A class, program listing, room, or public commitment matters, but it is not enough. Functional access means young people can actually participate in meaningful, sustained, culturally relevant, well-supported creative environments.
Youth Arts as
Civic Infrastructure
A Detroit Opportunity and Call to Action
A Detroit white paper on why youth arts should be recognized, measured, funded, and coordinated as civic and developmental infrastructure.
Youth arts are not enrichment. They are civic and developmental infrastructure for the human capacities every sector already says young people need.
The goal is to make the field visible, durable, equitable, and permanent enough that youth arts access does not depend on luck, temporary projects, heroic individuals, or fragmented systems.
about the PAPER
Youth Arts as Civic Infrastructure: A Detroit Opportunity and Call to Action makes a cross-sector case that youth arts should not be treated as extra, optional, or only relevant to young people pursuing artistic careers. The paper argues that sustained, relational, high-quality youth arts experiences help young people build capacities tied to education, health, belonging, workforce readiness, civic identity, and equitable opportunity.
The white paper was prepared as an independent research and narrative synthesis by Grumpy Lemon Enterprises, commissioned by Detroit Excellence in Youth Arts, and supported by Connect Detroit, with additional funding from The Kresge Foundation.
Abstract
Youth arts are often treated as enrichment, extracurricular activity, or optional cultural programming. This white paper argues that such labels misclassify their civic and developmental function. In Detroit, youth arts should be understood as infrastructure: a durable system of creative practice, skilled adults, relationship, belonging, cultural identity, access, public value, and repeated formation through making.
Drawing on research across education, health, workforce development, youth development, arts learning, and community infrastructure, the paper makes a cross-sector case that sustained, relational, high-quality youth arts experiences help build capacities that every sector now says young people need: attention, emotional regulation, belonging, collaboration, confidence, communication, creative judgment, identity, public voice, adaptability, and future readiness.
The central recommendation is that Detroit recognize, measure, fund, and coordinate youth arts as civic and developmental infrastructure. The goal is not for one organization to own the solution. The goal is to make the field visible, durable, equitable, and permanent.
core IDEAS
A room is not a program. A stage is not a pathway. A public building without programming is not youth development. Youth capacity is built through skilled adults, repeated practice, materials, belonging, expectations, leadership, and continuity.
The case for youth arts does not suffer from an absence of evidence.

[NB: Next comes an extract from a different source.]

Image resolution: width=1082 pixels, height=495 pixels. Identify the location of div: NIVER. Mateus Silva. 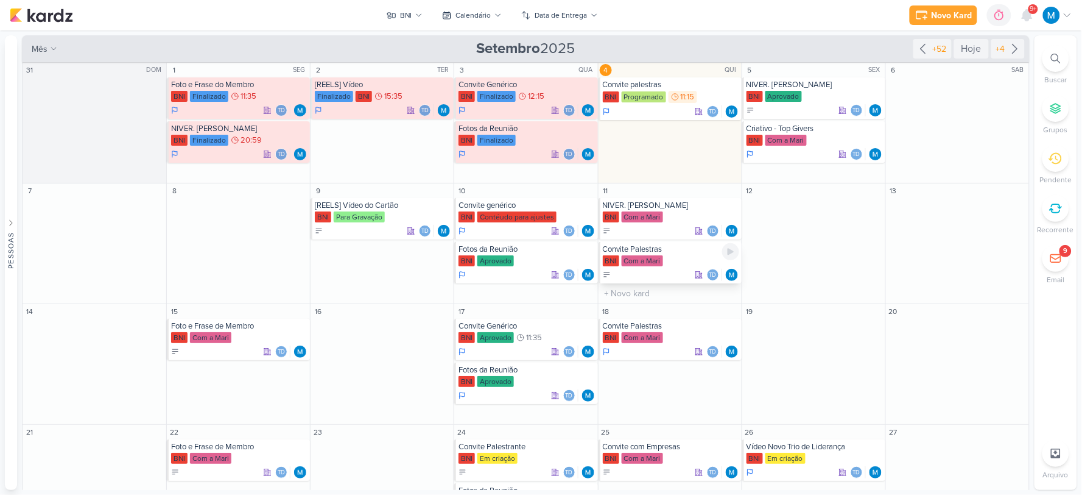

It suffers from failed translation into the systems that determine what gets measured, funded, coordinated, and protected.

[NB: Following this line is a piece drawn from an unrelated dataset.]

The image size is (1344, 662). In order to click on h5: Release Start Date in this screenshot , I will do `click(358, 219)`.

When youth arts are fragmented, access depends on luck. Infrastructure means the system does not require extraordinary navigation for ordinary access.

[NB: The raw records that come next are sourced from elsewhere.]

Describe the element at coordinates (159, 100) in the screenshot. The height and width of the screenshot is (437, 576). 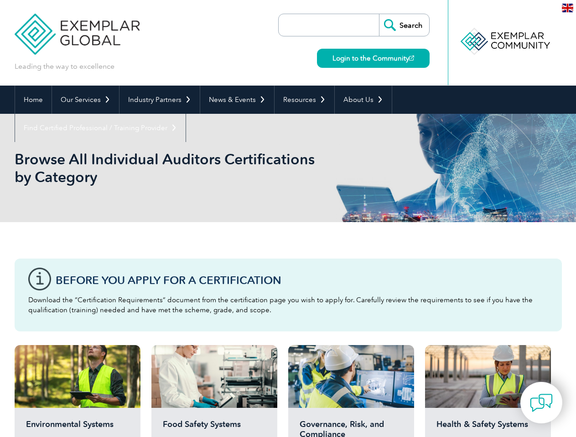
I see `a: Industry Partners` at that location.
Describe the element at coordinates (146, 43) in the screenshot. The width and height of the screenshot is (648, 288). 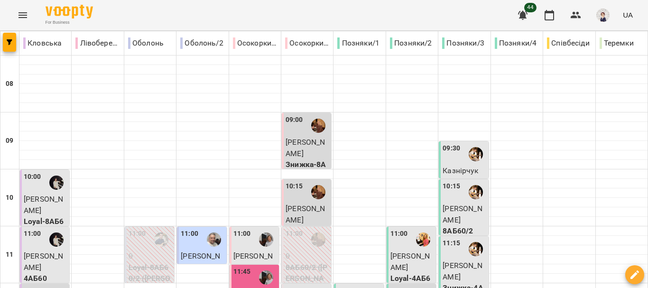
I see `p: Оболонь` at that location.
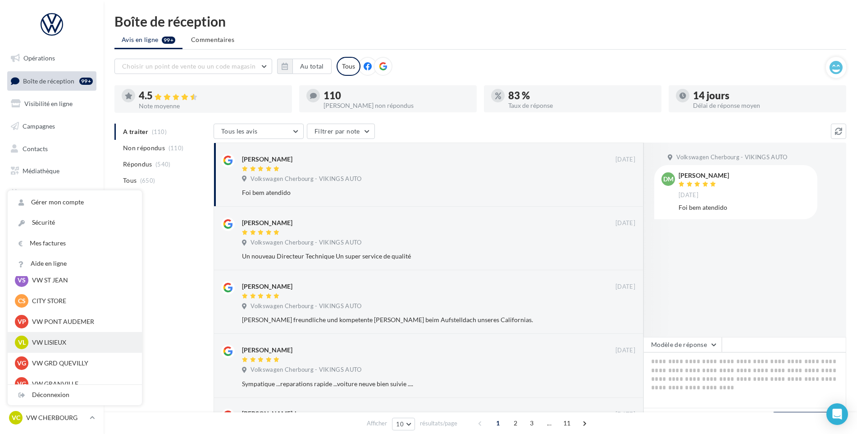 Image resolution: width=857 pixels, height=434 pixels. I want to click on p: VW LISIEUX, so click(82, 342).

Equity requires design choices: transportation, cost, disability access, language access, neighborhood proximity, culturally relevant programming, provider support, family navigation, youth voice, and data that reveals who is missing.
why DETROIT
Detroit has the history, cultural authority, local practice base, research partners, civic urgency, and community knowledge to model what it looks like when a city stops treating youth arts as optional and starts treating them as essential to how young people thrive.
Detroit is not starting from nothing. The city already has school-system restoration efforts, community-rooted providers, cultural institutions, youth systems planning, mapping efforts, workforce initiatives, and philanthropic investments. The opportunity is to make that infrastructure visible, measurable, coordinated, funded, and durable.
citation AND DOI
DOI
Recommended citation
Stoehr, C. G. (2026). Youth Arts as Civic Infrastructure: A Detroit Opportunity and Call to Action. Grumpy Lemon Enterprises. Commissioned by Detroit Excellence in Youth Arts. https://doi.org/10.5281/zenodo.21135526.
Short citation
Stoehr, Youth Arts as Civic Infrastructure, 2026.
About the author
Christian G. Stoehr is the founder of Grumpy Lemon Enterprises and a 14-time Emmy Award-winning director, writer, editor, producer, and narrative strategist with more than 20 years of experience translating complex ideas into clear, emotionally resonant public narratives.
For this white paper, Stoehr served as the independent writer, research lead, and narrative synthesis lead.
Commissioning and support
This white paper was prepared as an independent research and narrative synthesis by Grumpy Lemon Enterprises, commissioned by Detroit Excellence in Youth Arts, and funded in part through a grant from The Kresge Foundation to Connect Detroit to support DEYA and the development of the Detroit Partnership for Arts Education.
The analysis, framing, and recommendations are presented under the independent author / publisher identity of Grumpy Lemon Enterprises.
Contact
For interviews, briefings, presentations, or related inquiries, contact:
Christian G. Stoehr
Grumpy Lemon Enterprises
info@grumpylemon.com
(+1) 310-210-3662
review STATUS
This white paper has not undergone formal academic peer review. It was informed by stakeholder interviews, field insight, and cited research sources.
The analysis should not be read as an organizational position statement, a claim of ownership over the field, or an endorsement of any single institutional solution.